Cornell astronomers awarded grant to build infrared camera on NASA's newest airborne observatory
By Blaine Friedlander
ITHACA, N.Y. -- Cornell University astronomers have been awarded a $2.1 million grant from the National Aeronautics and Space Administration (NASA) to develop and build an infrared camera called FORCAST, which will be among the main instruments aboard the space agency's newest airborne observatory.
FORCAST, which stands for Faint Object infraRed CAmera for the SOFIA Telescope, will be designed to image the regions of the universe visible in the infrared. It will fly aboard an airborne observatory known as the Stratospheric Observatory for Infrared Astronomy, or SOFIA. The first official flight of the special observatory is scheduled for July 2001.
"We hope to be looking at stars just being born," said Terry Herter, Cornell professor of astronomy and the principal investigator on the grant. "We'll be looking into the stars' neonatal environment and image that region."
Astronomers also will be able to peer into the center of the galaxy, as well as examine the disks of dust and gas around stars, which astronomers now believe eventually form planets.
The FORCAST instrument is being built at Cornell by Herter, Gordon Stacey, associate professor in astronomy, and George Gull, research support specialist in radiophysics and space research.
The FORCAST camera will take images in the 16-to 40-micron region of the spectrum, which humans cannot see with the naked eye, and will store them electronically. Herter explained there is an educational component in the grant and that the raw imaging data from FORCAST could be made available to the public, perhaps through the Internet.
NASA and the German space agency DARA are working to build SOFIA. It is a Boeing 747-SP aircraft modified to accommodate a 2.5-meter reflecting telescope, which is being made in Germany.

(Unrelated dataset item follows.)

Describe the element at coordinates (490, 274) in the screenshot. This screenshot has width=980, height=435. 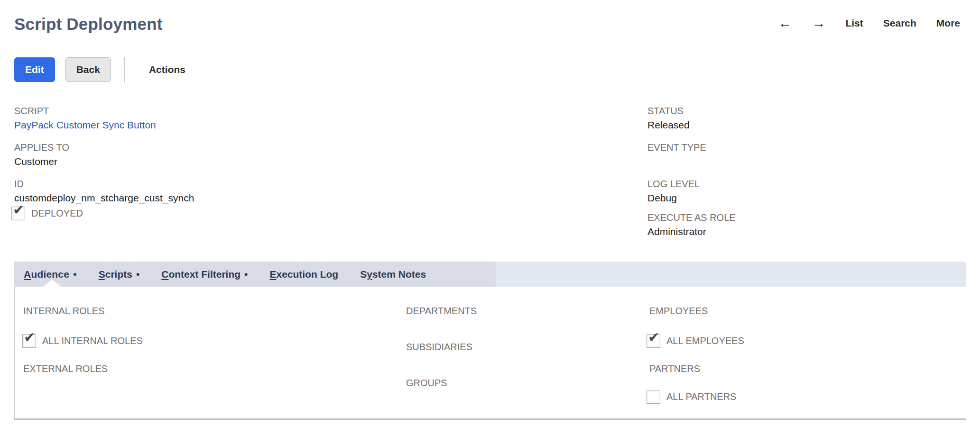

When built, SOFIA will be the largest airborne telescope in the world and will make observations that are impossible for even the largest and highest of ground-based telescopes.
SOFIA will be based at NASA's Ames Research Center at Moffett Federal Airfield near Mountain View, Calif., and is expected to begin flying in the year 2001.
The Boeing 747-SP is an older plane that is getting a new lease on life. It originally was owned by Pan Am airlines, which named it the Clipper Lindbergh, after aviator Charles Lindbergh. Anne Morrow Lindbergh christened the plane. In 1986, United Airlines purchased the plane, and it was decommissioned in December 1995. NASA purchased the plane in 1997.
FORCAST will be among six primary instruments aboard the observatory. The other instruments include spectrographs, photometers and a high-resolution wide-band camera.
For two decades, NASA's Kuiper Airborne Observatory (KAO) has provided astronomers the opportunity to study infrared regions of the universe that are obscured by the Earth's atmosphere at ground-based sites. The KAO was a C-141 cargo plane modified to carry a 91-cm telescope. Astronomers can use these aircraft to look at the distant, infrared-visible region of the universe and observe transient, astronomical events (such as eclipses) from anywhere around the world.
SOFIA, KAO's successor, in addition to having 10 times the sensitivity and the capability to produce 10 times finer pictures, will have a broad set of high technology and sophisticated instruments.